You’ve probably heard about Project 2025 floating around the news or on social media. Maybe you’ve caught a few headlines, maybe you’ve heard it’s tied to Trump, or maybe you’re wondering if it’s just another political buzzword.

I just read an early copy of a new book called “The Project: How Project 2025 is Reshaping America” by David A. Graham, and it lays it all out in plain English—and it’s honestly eye-opening.

Here’s the short version:

Project 2025 is a 900-page document (yes, 900 pages) put together by the Heritage Foundation, a big conservative think tank that’s been around for decades. It was written by about 70 different authors, many of whom worked directly in the first Trump administration—including four at the Cabinet level.

If you remember, Trump tried to distance himself from Project 2025 during his campaign, saying he didn’t know much about it.

David’s take? That’s a stretch. After Trump won, he appointed a lot of the people involved with Project 2025 into key government positions—like border czar, CIA director, and head of the Office of Management and Budget. Bloomberg even reported that 37 out of Trump’s first 47 executive actions matched recommendations from Project 2025.

So what is it actually about?

David explains that Project 2025 is part game plan, part job board, part political bootcamp.

• It lays out policy goals.

• It builds a huge database of potential hires.

• It trains people to step into government jobs.

• And it gives Trump (or any other conservative president) a ready-to-go roadmap to reshape government from day one.

In Trump’s first term, one of his biggest problems was staffing—he didn’t have enough loyalists ready to take over the government agencies. Project 2025’s goal is to fix that: stack the system with “true believers” who won’t get in the way.

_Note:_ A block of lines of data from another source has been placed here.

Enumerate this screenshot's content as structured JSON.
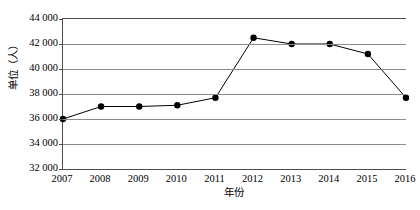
{
  "chart_data": {
    "type": "line",
    "title": "",
    "xlabel": "年份",
    "ylabel": "单位（人）",
    "categories": [
      "2007",
      "2008",
      "2009",
      "2010",
      "2011",
      "2012",
      "2013",
      "2014",
      "2015",
      "2016"
    ],
    "values": [
      36000,
      37000,
      37000,
      37100,
      37700,
      42500,
      42000,
      42000,
      41200,
      37700
    ],
    "series": [
      {
        "name": "",
        "values": [
          36000,
          37000,
          37000,
          37100,
          37700,
          42500,
          42000,
          42000,
          41200,
          37700
        ]
      }
    ],
    "ylim": [
      32000,
      44000
    ],
    "ytick_step": 2000,
    "ytick_labels": [
      "44 000",
      "42 000",
      "40 000",
      "38 000",
      "36 000",
      "34 000",
      "32 000"
    ],
    "ytick_values": [
      44000,
      42000,
      40000,
      38000,
      36000,
      34000,
      32000
    ],
    "xtick_labels": [
      "2007",
      "2008",
      "2009",
      "2010",
      "2011",
      "2012",
      "2013",
      "2014",
      "2015",
      "2016"
    ],
    "grid": true,
    "grid_axis": "y",
    "legend": false,
    "legend_position": "none",
    "marker": "filled-circle",
    "line_color": "#000000",
    "marker_color": "#000000",
    "grid_color": "#8c8c8c",
    "axis_color": "#4d4d4d",
    "background": "#ffffff"
  }
}
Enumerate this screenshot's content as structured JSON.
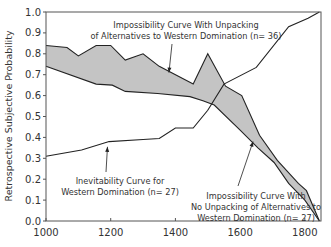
{
  "chart_data": {
    "type": "line",
    "title": "",
    "xlabel": "",
    "ylabel": "Retrospective Subjective Probability",
    "xlim": [
      1000,
      1850
    ],
    "ylim": [
      0.0,
      1.0
    ],
    "grid": false,
    "legend": "none (inline annotations)",
    "x_ticks": [
      1000,
      1200,
      1400,
      1600,
      1800
    ],
    "x_tick_labels": [
      "1000",
      "1200",
      "1400",
      "1600",
      "1800"
    ],
    "y_ticks": [
      0.0,
      0.1,
      0.2,
      0.3,
      0.4,
      0.5,
      0.6,
      0.7,
      0.8,
      0.9,
      1.0
    ],
    "y_tick_labels": [
      "0.0",
      "0.1",
      "0.2",
      "0.3",
      "0.4",
      "0.5",
      "0.6",
      "0.7",
      "0.8",
      "0.9",
      "1.0"
    ],
    "shaded_band": {
      "between": [
        "Impossibility Curve With Unpacking of Alternatives to Western Domination (n= 36)",
        "Impossibility Curve With No Unpacking of Alternatives to Western Domination (n= 27)"
      ],
      "fill": "#c4c4c4"
    },
    "series": [
      {
        "name": "Impossibility Curve With Unpacking of Alternatives to Western Domination (n= 36)",
        "color": "#222222",
        "x": [
          1000,
          1065,
          1100,
          1155,
          1200,
          1245,
          1300,
          1350,
          1455,
          1500,
          1555,
          1605,
          1660,
          1715,
          1780,
          1805,
          1845
        ],
        "y": [
          0.84,
          0.83,
          0.79,
          0.84,
          0.84,
          0.77,
          0.8,
          0.74,
          0.655,
          0.8,
          0.645,
          0.6,
          0.41,
          0.29,
          0.18,
          0.145,
          0.0
        ]
      },
      {
        "name": "Impossibility Curve With No Unpacking of Alternatives to Western Domination (n= 27)",
        "color": "#222222",
        "x": [
          1000,
          1155,
          1205,
          1245,
          1345,
          1445,
          1485,
          1520,
          1600,
          1655,
          1705,
          1750,
          1800,
          1845
        ],
        "y": [
          0.74,
          0.655,
          0.65,
          0.62,
          0.61,
          0.595,
          0.575,
          0.555,
          0.435,
          0.35,
          0.28,
          0.18,
          0.1,
          0.0
        ]
      },
      {
        "name": "Inevitability Curve for Western Domination (n= 27)",
        "color": "#222222",
        "x": [
          1000,
          1110,
          1195,
          1300,
          1350,
          1400,
          1455,
          1500,
          1550,
          1650,
          1750,
          1810,
          1845
        ],
        "y": [
          0.31,
          0.34,
          0.38,
          0.39,
          0.395,
          0.445,
          0.445,
          0.53,
          0.655,
          0.735,
          0.93,
          0.97,
          1.0
        ]
      }
    ],
    "annotations": [
      {
        "id": "unpack",
        "lines": [
          "Impossibility Curve With Unpacking",
          "of Alternatives to Western Domination (n= 36)"
        ],
        "arrow_to": [
          1380,
          0.71
        ]
      },
      {
        "id": "inevit",
        "lines": [
          "Inevitability Curve for",
          "Western Domination (n= 27)"
        ],
        "arrow_to": [
          1190,
          0.355
        ]
      },
      {
        "id": "nounpack",
        "lines": [
          "Impossibility Curve With",
          "No Unpacking of Alternatives to",
          "Western Domination (n= 27)"
        ],
        "arrow_to": [
          1640,
          0.38
        ]
      }
    ]
  }
}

There’s a saying in politics: Personnel is policy.
This time, they want to make sure they have both locked down before they even show up.

What’s in the Agenda?

The big idea behind Project 2025 is to dramatically expand the power of the president. Here’s what they want to do:

• Fire civil servants at will (even career professionals who are supposed to be nonpartisan)

• Take political control over agencies like the Justice Department, FCC, and SEC

• Pull more power away from Congress and give it directly to the executive branch

And if they get that control, what’s next?

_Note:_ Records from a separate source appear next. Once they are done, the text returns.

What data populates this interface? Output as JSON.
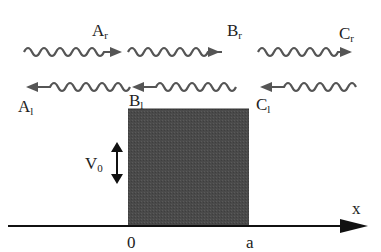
{
  "diagram": {
    "type": "potential-barrier-scattering",
    "waves_top": [
      {
        "label": "A",
        "sub": "r",
        "direction": "right"
      },
      {
        "label": "B",
        "sub": "r",
        "direction": "right"
      },
      {
        "label": "C",
        "sub": "r",
        "direction": "right"
      }
    ],
    "waves_bottom": [
      {
        "label": "A",
        "sub": "l",
        "direction": "left"
      },
      {
        "label": "B",
        "sub": "l",
        "direction": "left"
      },
      {
        "label": "C",
        "sub": "l",
        "direction": "left"
      }
    ],
    "barrier": {
      "height_label": "V",
      "height_sub": "0",
      "color": "#4a4a4a"
    },
    "axis": {
      "label": "x",
      "ticks": [
        "0",
        "a"
      ]
    },
    "colors": {
      "wave": "#555555",
      "barrier": "#4a4a4a",
      "axis": "#111111"
    }
  }
}
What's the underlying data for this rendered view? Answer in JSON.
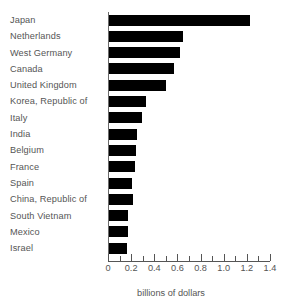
{
  "chart_data": {
    "type": "bar",
    "orientation": "horizontal",
    "title": "",
    "xlabel": "billions of dollars",
    "ylabel": "",
    "xlim": [
      0,
      1.4
    ],
    "grid": false,
    "legend": null,
    "xticks": [
      0,
      0.2,
      0.4,
      0.6,
      0.8,
      1.0,
      1.2,
      1.4
    ],
    "xtick_labels": [
      "0",
      "0.2",
      "0.4",
      "0.6",
      "0.8",
      "1.0",
      "1.2",
      "1.4"
    ],
    "minor_tick_step": 0.1,
    "bar_color": "#000000",
    "axis_color": "#555555",
    "categories": [
      "Japan",
      "Netherlands",
      "West Germany",
      "Canada",
      "United Kingdom",
      "Korea, Republic of",
      "Italy",
      "India",
      "Belgium",
      "France",
      "Spain",
      "China, Republic of",
      "South Vietnam",
      "Mexico",
      "Israel"
    ],
    "values": [
      1.23,
      0.65,
      0.62,
      0.57,
      0.5,
      0.33,
      0.29,
      0.25,
      0.24,
      0.23,
      0.21,
      0.215,
      0.17,
      0.17,
      0.16
    ]
  }
}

Here’s a quick rundown of their policy goals:

• Families: Ban abortion nationwide; promote a traditional 1950s-style household where men work and women stay home.

• Immigration: Cut back sharply on legal immigration (student visas, work visas, H-1Bs—you name it).

• Education: Shut down the Department of Education and push all funding and decision-making to the states.

• Taxes: Cut taxes for the super wealthy and corporations; introduce a national consumption tax (which tends to hurt lower- and middle-income families the most).

• Social Safety Net: Shrink federal aid programs and shift the responsibility for helping the poor to churches and charities.

• The Federal Reserve: They’re not fans. They want major changes—or possibly to sideline it altogether.

On trade policy, the document is weirdly split: some parts argue for tariffs and protectionism, others for free trade. (Basically, they couldn’t agree.)

Why It Matters

David makes a really important point:
The authors of Project 2025 see government as a problem—so their solution is to concentrate even more power into the hands of one person.

If they think government agencies have been “politicized,” their answer isn’t to fix them—it’s to politicize them even more, just with their own people.

For many of them, Trump is simply the vehicle to get their agenda done. Whether he agrees with every point or not, they have a full-blown vision ready to go.

And even the changes they’re making behind the scenes right now—changing how government jobs work, rewriting the rules—could shape our country for decades to come, no matter who’s in charge later.

Final Thought

Look, ideologues don’t usually make great leaders. When the goal is total control rather than collaboration, things tend to get ugly fast.
Whether you lean left, right, or somewhere in between, it’s worth understanding what’s happening—not just the headlines, but the bigger play underneath.

David’s new book gives a clear window into what Project 2025 is—and why it could change the country in a big way.

It’s something we all need to keep an eye on.